Exercise description: Take each line in the entries below that holds "will" and show it.

(Beginning of Supplied information)

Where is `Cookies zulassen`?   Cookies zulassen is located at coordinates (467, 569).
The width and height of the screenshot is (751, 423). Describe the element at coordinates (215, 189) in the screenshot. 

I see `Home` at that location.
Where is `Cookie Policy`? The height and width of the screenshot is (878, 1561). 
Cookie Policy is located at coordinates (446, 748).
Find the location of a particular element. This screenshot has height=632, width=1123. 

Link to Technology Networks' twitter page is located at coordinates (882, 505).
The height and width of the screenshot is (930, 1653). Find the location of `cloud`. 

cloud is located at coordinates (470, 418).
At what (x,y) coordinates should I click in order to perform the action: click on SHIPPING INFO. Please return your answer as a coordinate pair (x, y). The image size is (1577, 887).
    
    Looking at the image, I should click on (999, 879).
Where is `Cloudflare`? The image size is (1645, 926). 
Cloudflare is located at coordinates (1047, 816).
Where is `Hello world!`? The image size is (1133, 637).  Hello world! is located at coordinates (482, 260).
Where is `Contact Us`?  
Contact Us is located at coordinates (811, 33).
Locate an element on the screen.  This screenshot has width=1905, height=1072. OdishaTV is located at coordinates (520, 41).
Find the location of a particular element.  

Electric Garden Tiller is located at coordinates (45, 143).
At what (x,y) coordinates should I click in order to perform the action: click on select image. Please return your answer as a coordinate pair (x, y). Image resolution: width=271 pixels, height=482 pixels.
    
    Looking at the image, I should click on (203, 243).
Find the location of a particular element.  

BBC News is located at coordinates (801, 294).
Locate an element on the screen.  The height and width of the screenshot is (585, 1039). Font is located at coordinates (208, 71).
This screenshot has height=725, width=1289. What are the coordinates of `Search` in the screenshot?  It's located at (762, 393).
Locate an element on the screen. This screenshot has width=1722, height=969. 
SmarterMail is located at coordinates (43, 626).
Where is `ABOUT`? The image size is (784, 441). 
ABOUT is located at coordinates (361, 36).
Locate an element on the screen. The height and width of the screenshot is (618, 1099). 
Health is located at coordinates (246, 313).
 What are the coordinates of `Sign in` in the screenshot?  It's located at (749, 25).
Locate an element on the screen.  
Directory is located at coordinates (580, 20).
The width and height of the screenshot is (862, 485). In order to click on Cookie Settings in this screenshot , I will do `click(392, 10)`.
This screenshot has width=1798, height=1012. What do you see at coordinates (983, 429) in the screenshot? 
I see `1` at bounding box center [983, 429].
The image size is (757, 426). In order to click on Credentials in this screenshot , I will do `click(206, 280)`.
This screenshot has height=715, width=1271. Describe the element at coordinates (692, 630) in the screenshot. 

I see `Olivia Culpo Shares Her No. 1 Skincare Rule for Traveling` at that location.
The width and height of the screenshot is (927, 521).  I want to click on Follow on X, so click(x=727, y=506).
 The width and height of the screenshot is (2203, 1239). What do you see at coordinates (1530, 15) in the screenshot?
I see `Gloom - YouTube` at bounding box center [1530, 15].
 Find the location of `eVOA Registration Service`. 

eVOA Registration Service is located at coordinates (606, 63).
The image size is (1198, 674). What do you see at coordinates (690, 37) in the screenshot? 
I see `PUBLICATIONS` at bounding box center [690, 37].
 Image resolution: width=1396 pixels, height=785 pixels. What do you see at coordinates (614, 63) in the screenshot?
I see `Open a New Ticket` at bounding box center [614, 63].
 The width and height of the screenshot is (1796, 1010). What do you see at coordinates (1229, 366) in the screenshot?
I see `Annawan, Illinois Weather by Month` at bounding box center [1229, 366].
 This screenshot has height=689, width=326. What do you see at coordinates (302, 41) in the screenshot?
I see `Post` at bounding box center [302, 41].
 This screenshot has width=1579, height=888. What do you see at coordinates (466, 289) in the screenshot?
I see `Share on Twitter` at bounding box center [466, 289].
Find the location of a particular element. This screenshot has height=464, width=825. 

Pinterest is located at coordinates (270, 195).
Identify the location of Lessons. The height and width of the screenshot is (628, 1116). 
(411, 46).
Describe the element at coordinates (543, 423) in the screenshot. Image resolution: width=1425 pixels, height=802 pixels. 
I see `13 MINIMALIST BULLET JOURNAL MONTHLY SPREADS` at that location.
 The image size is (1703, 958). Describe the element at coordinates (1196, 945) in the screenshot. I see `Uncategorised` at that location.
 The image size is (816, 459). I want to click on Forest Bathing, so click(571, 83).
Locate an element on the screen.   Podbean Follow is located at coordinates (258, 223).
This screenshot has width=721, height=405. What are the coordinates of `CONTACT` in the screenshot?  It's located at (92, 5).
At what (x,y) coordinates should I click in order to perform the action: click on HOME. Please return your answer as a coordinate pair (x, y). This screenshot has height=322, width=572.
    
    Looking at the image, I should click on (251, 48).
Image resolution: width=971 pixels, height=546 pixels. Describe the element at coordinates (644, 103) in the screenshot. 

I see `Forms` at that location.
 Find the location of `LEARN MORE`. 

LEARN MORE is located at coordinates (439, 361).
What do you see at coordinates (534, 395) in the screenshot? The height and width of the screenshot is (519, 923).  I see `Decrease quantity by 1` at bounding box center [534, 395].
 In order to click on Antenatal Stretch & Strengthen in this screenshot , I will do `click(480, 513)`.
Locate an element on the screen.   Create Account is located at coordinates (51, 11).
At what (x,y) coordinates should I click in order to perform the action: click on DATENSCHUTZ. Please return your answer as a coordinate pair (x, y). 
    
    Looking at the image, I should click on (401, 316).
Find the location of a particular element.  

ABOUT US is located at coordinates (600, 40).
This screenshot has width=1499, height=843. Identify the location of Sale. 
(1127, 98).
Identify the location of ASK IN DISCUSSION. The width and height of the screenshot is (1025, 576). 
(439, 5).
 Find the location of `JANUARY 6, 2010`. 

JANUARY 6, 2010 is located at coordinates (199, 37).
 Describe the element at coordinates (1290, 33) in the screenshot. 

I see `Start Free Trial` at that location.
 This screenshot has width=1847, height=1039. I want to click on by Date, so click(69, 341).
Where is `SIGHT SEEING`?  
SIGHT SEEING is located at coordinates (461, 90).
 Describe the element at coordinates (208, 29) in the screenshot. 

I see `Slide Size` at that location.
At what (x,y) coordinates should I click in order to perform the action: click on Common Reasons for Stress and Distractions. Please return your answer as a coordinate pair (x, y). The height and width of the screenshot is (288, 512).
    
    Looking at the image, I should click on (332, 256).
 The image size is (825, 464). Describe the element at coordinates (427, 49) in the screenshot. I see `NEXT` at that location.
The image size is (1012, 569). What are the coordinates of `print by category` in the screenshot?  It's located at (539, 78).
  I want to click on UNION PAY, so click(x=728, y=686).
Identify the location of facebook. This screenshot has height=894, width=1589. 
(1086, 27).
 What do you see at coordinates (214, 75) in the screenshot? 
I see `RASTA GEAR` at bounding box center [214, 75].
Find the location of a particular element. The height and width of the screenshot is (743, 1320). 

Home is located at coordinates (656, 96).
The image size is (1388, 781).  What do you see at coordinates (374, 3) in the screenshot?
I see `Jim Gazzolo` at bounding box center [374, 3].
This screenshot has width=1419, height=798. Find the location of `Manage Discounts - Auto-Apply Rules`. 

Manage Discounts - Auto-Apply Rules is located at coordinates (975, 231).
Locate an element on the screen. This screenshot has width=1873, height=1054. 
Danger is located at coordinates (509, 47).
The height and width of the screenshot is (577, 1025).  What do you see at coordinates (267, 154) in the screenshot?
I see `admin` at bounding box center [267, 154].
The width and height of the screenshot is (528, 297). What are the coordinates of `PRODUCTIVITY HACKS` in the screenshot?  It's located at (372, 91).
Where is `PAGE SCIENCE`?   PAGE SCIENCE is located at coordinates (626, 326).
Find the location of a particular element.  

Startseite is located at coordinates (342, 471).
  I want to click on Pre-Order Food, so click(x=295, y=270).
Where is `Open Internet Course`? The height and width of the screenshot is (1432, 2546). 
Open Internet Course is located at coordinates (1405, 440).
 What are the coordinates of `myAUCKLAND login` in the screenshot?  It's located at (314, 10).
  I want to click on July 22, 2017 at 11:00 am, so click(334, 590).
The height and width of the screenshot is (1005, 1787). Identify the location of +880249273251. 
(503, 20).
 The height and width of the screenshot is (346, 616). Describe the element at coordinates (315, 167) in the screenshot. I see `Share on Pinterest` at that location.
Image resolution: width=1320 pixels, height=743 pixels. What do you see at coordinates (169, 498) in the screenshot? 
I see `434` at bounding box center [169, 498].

(End of Supplied information)

Answer to the exercise:
The width and height of the screenshot is (862, 485). In order to click on Cookie Settings in this screenshot , I will do `click(392, 10)`.
The image size is (757, 426). In order to click on Credentials in this screenshot , I will do `click(206, 280)`.
 In order to click on Antenatal Stretch & Strengthen in this screenshot , I will do `click(480, 513)`.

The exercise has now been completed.